No reasonable prosecutor would bring this case it does obviously not pass the Clinton—Comey test.

Or was that only applicable to Democrat politicians?

Epstein didn’t kill himself.

The trick, I guess, is to be powerful enough to get away with it – especially after getting caught.

MoeHowardwasright | February 28, 2021 at 5:46 pm

Sandy Berger absconded with TS1 documents by placing them in his pants. “Sir, are those documents in your pants or are you just happy to see me!” I seem to recall he taped them to his legs also.

Walking out with Secret documents would be a lot easier than walking out with TS documents. I have worked on multiple occasions with both. My last job working with classified material, the first thing I did in the morning was print out a series of messages that came in overnight. I then consolidated/condensed them into presentations for my bosses. At the end of the day, I shredded everything, but if I had wanted to, I could have walked out with at least some of the paperwork, but never did. I just wanted to go home and forget about everything I had worked with all day.

Hillary’s mishandling of classified information was worse.

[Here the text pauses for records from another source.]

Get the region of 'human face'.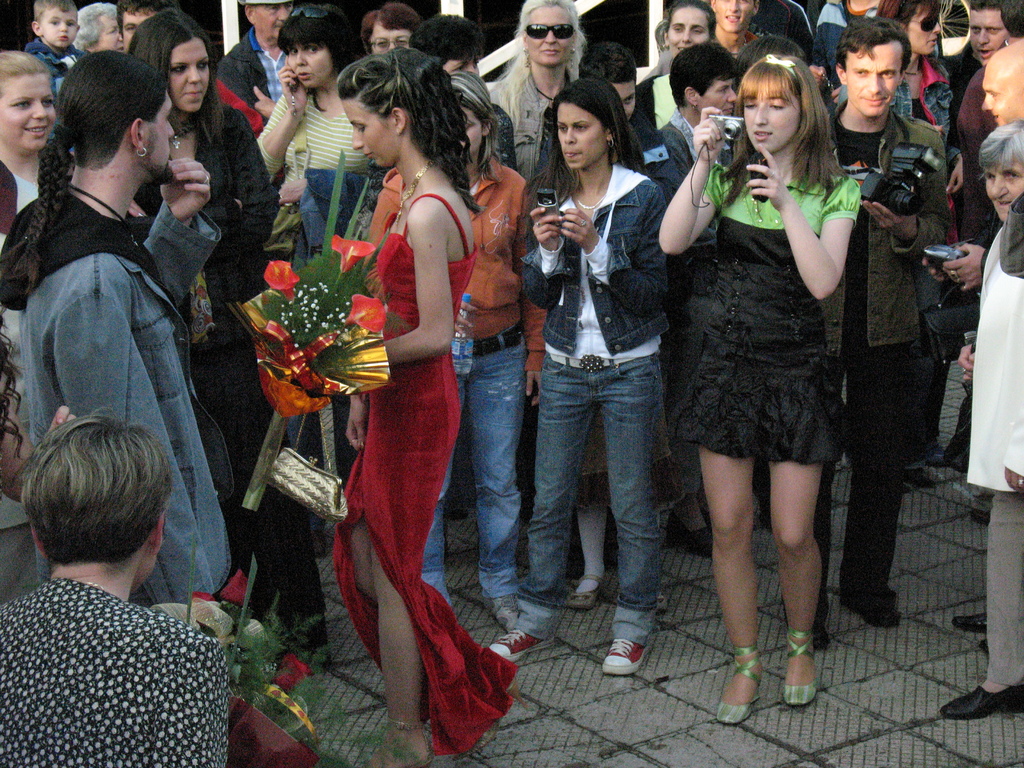
(972, 10, 1002, 58).
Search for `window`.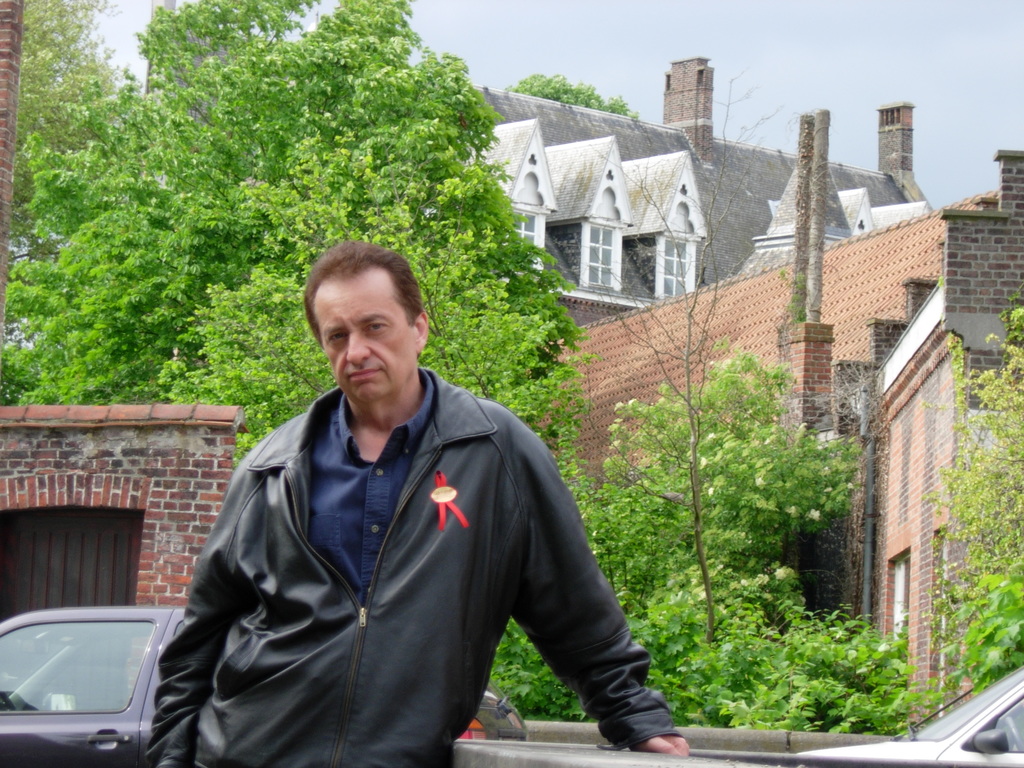
Found at {"x1": 511, "y1": 212, "x2": 536, "y2": 269}.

I suspect this story is an iceberg, as in 95% of the actual facts are beneath the surface and we’re not going to see them. If you are working with classified material of any level, and take anything home that you think isn’t classified, you’re going to be wrong a certain percentage of the time.

That being said, this certainly looks like an intentional act with an undefined level of malice.

You take classified documents for only two reasons: to destroy them, which is probably pointless unless they’re unique and have no backups, as apparently the documents Berger stole were, or to give them to someone else, either a sponsor or a buyer. Kemp didn’t destroy them, so who did he copy them for?

    henrybowman in reply to randian. | March 1, 2021 at 4:04 am

    My first thought is that he was angling for a much better position with a competitor contractor.

Security in government is mostly a farce. It’s largely a show to make the public believe government is protecting everyone and everything, when it isn’t — about like the TSA.

There are so many people with access to classified material, and so little to keep them from copying and/or stealing it, that only fear of punishment could slow it down. There hasn’t been any of that since the Rosenbergs were electrocuted.